Imhof's career was unusual in its combination of seriousness and patience: a private, methodical artist who lived for two decades adjacent to Taos Pueblo and who earned, by the recognition of the people whose ceremonies he painted, the standing of an authoritative ethnographic chronicler at a moment when most American painters of Native subjects were not seeking that kind of authorization.

 

Imhof's path into art ran through the working print trades of late-nineteenth-century New York. His self-taught training as a lithographer and his early employment in the New York print business gave him a thorough technical foundation in drawing, plate preparation, and reproduction that would underlie everything he subsequently made. The bookstore he opened with his lithography earnings funded the European art training he undertook in his early twenties.

 

The European years gave him academic training in the major print and painting centres of the Continent, but the decisive encounter of the period was incidental. The Native American performers travelling with Buffalo Bill's Wild West Show, whom he sketched at length in Antwerp, gave him a subject and a working method that he would refine for the rest of his life. The experience of drawing Indigenous people directly, rather than through the romantic imagery of the period's American academic painting, set the course of everything that followed.

 

His return to the United States produced the first serious phase of that work.
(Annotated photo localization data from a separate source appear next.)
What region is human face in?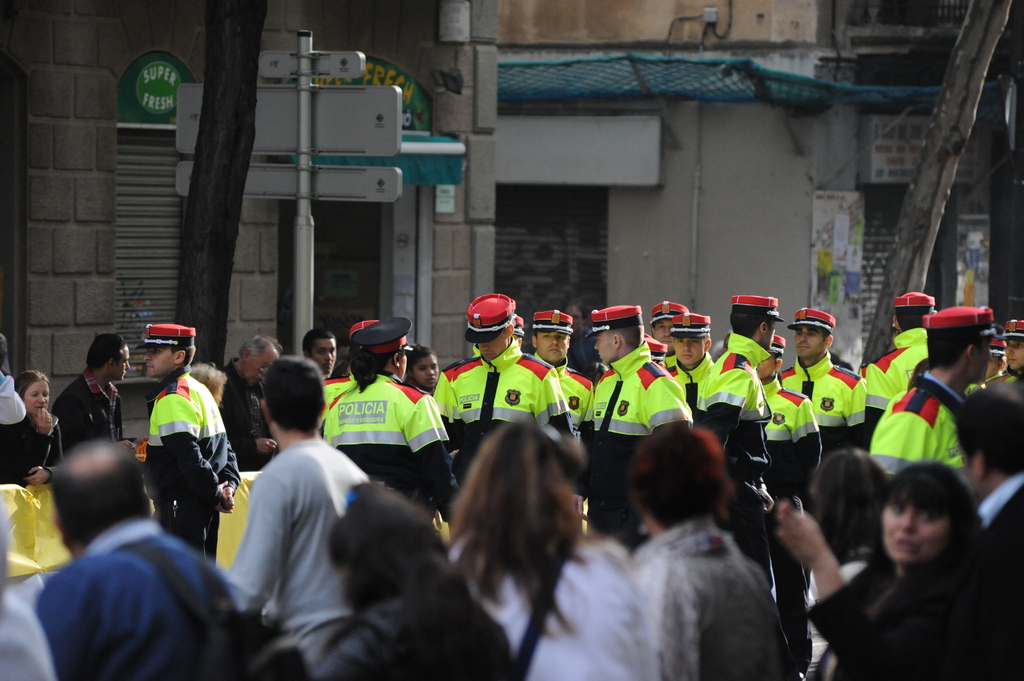
x1=976 y1=342 x2=991 y2=381.
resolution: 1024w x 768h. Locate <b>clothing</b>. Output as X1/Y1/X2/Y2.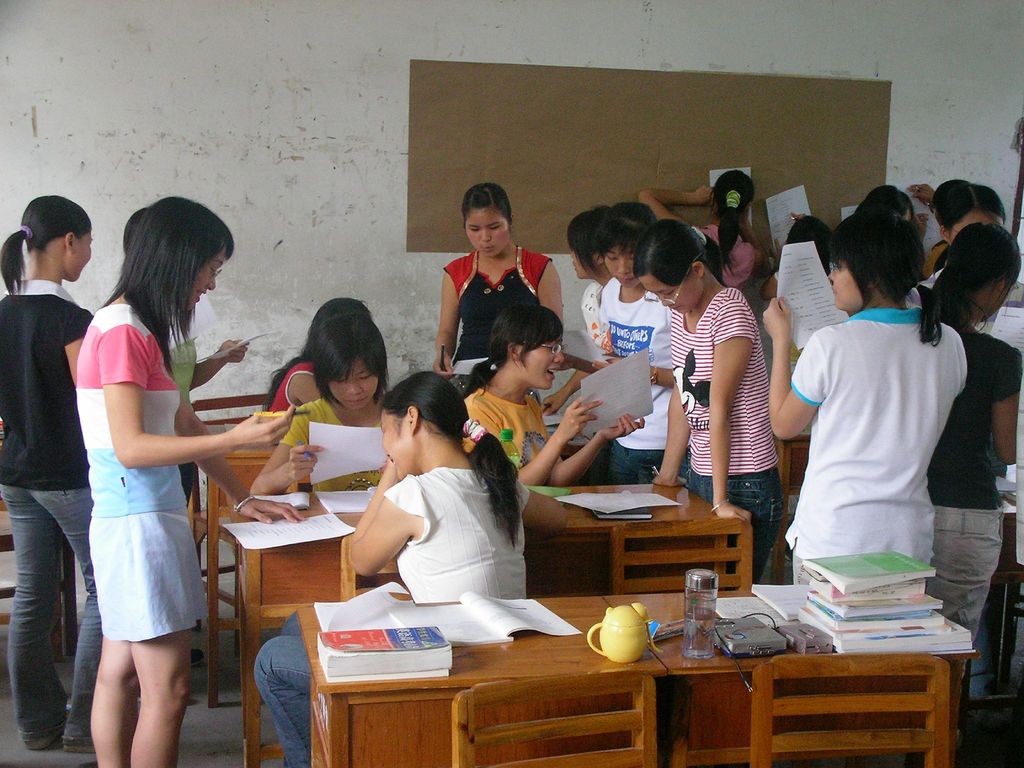
929/336/1023/652.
He studied the Iroquois communities of upstate New York and Canada through the late 1890s, married Sarah, and in his mid-thirties made the trip to the Southwest that would reshape his life. The ceremonies, architecture, and material culture of the Rio Grande Pueblos became, almost immediately, the central subject of his painting, and the working base he established in Albuquerque the following year gave him the platform from which to extend his observation across more than two decades of regional travel.

 

The move to Taos consolidated his practice. The studio he purchased faced the sacred mountains of the Pueblo and stood adjacent to Pueblo land, and the next quarter-century of his life was spent in close working contact with the community. He maintained a lithography press, taught the medium to other artists, collected Pueblo artifacts on a substantial scale, and produced the body of large, simplified paintings that constitute the documentary record of his career. His authority within the Pueblo community itself was unusual: the people whose ceremonies he was painting recognized him as a serious and accurate witness, and his neighbour Mabel Dodge Luhan, the central figure of literary Taos and his neighbour of twenty years, gave him the name by which he is now most often described.

 

His final major project was the Kivas and Corn series, a sequence of paintings concerned with the central place of corn in Pueblo religious and agricultural life. The work crowned a career devoted with unusual constancy to a single subject, and his position today is that of one of the most accomplished and authoritative non-Native chroniclers of Pueblo life in the early-to-mid twentieth century.